Conversely, a fund that is exclusively timing broad factor portfolios but not attempting to choose stocks within such portfolios would have high Tracking Error and a (relatively) low Active Share. We label this a “top-down” managers. The manager will just attempt to outperform the benchmark by playing on one or two factors such as style, industry or market capitalisation.
If an investor does find that one of her investments is a “closet tracker”, it then makes sense to sell this fund and opt for a cheaper “passive” fund. “Closet trackers” funds simply don’t justify their “active” label and importantly their active management costs.
Case Study: Baillie Gifford, Liontrust and Neptune
Let’s now apply this methodology. Baillie Gifford, Liontrust and Neptune were some of the first groups to disclose the Active Share measure onto their factsheets. We will have to rely on this information as FE does not have the relevant details on security weightings for a benchmark index.

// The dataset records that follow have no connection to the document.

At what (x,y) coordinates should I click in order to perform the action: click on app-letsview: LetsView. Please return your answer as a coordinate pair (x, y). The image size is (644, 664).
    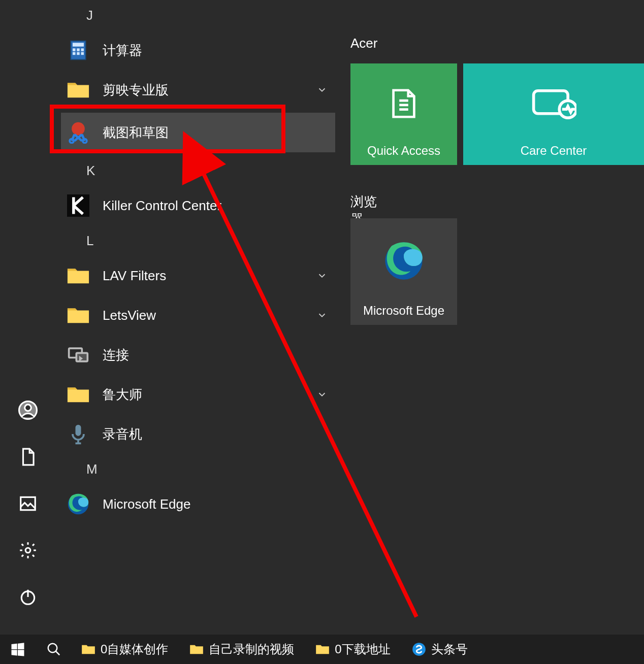
    Looking at the image, I should click on (198, 315).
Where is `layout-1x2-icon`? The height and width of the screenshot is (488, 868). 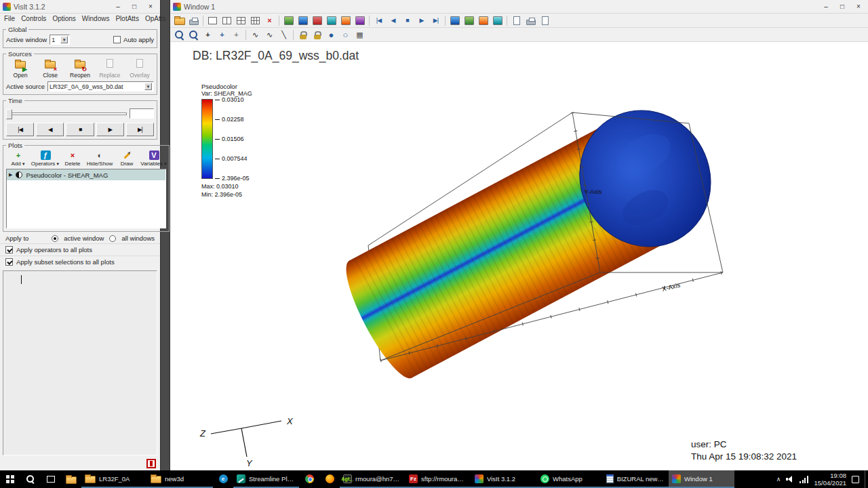 layout-1x2-icon is located at coordinates (226, 20).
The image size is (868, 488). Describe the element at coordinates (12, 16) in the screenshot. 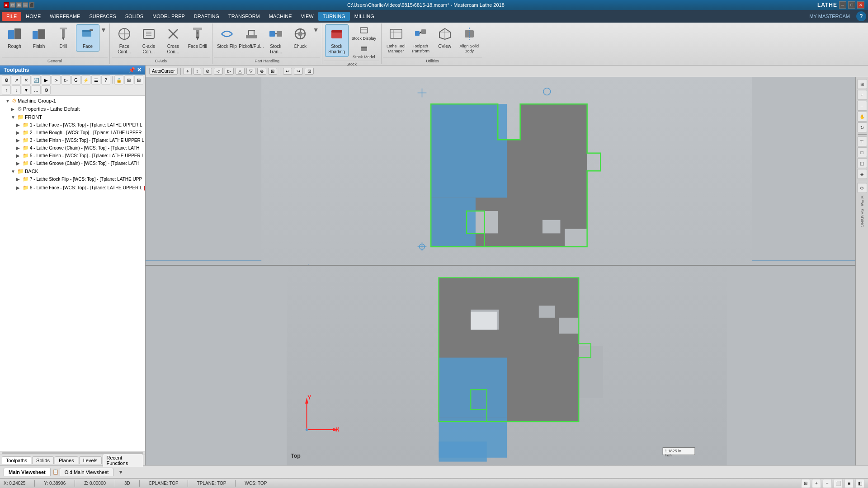

I see `menu-item-file: FILE` at that location.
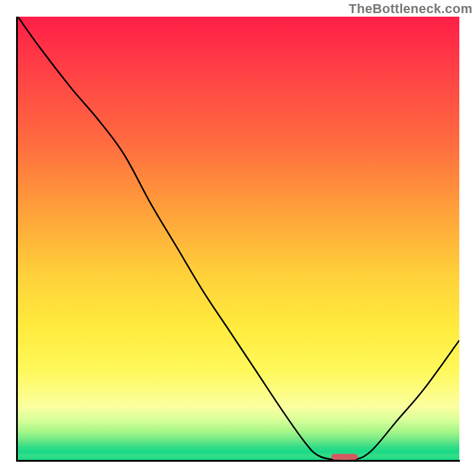 Image resolution: width=476 pixels, height=476 pixels. What do you see at coordinates (17, 239) in the screenshot?
I see `y-axis-line` at bounding box center [17, 239].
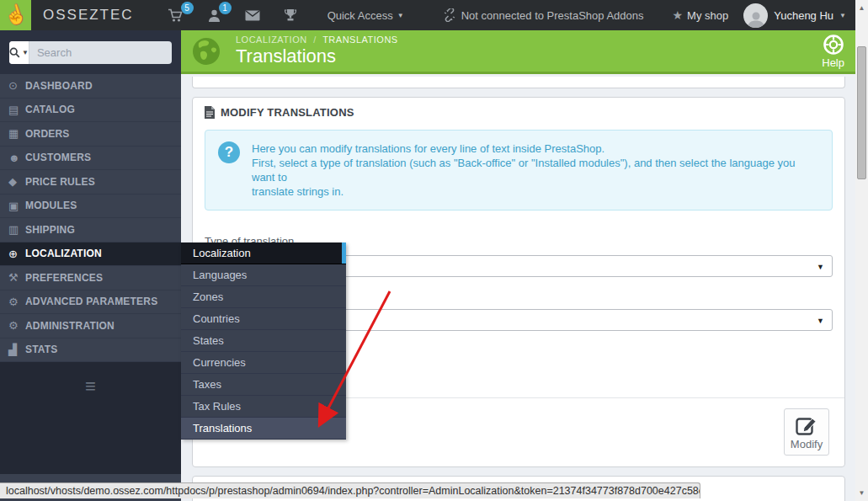 This screenshot has width=868, height=501. Describe the element at coordinates (91, 135) in the screenshot. I see `sidebar-item-orders: ▦ORDERS` at that location.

We take a look at the 33 equity funds from these three fund groups, which all contain at least a five year track record. We decided to use 4.0 as a triggering value for Tracking Error against their benchmark, and 70% as a triggering value for Active Share. Please find below the graph highlighting the results:
The graph highlights that the majority of the funds could be described as Concentrated Stock Picks or as “Top down and Bottom Up” investors. Investors will be pleased to see that the majority of the funds sampled justify their “costs” as active managers. Investors will also be pleased to notice that only one fund does not justify its higher “active costs”.
The main purpose of this methodology is to differentiate funds. Two funds display Active Share higher than 70% but with an Annualised Tracking Error lower or equal than 4%. These managers are “bottom-up” stock pickers. The performance of these funds are only linked to the manager’s capacity to invest in the right stocks. Performance can’t be explained by style or sector bets.
On the contrary, we have four funds with an Active Share below or under 70%. Investors may have rejected these funds because they don’t look “active” enough, according to this single measure. Nevertheless, their Annualised Tracking Error is actually high, suggesting they can’t be dismissed.
These fund managers are just playing factor risks, such as style or sectors. Stock picking is secondary.
FE Research believes that Active Share is a useful tool, only if investors combine it with other measures of activeness like Tracking Error or R Squared. On its own, it can only really mislead investors as it does not give any information on how active the portfolio manager is. We believe that investors should actually combine Active Share and Tracking Error in order to classify managers. FE believes that asset managers may try to justify higher “active” costs by playing on the common and rising belief that higher Active Management should generate higher Excess Return – a belief which remains very much still in debate.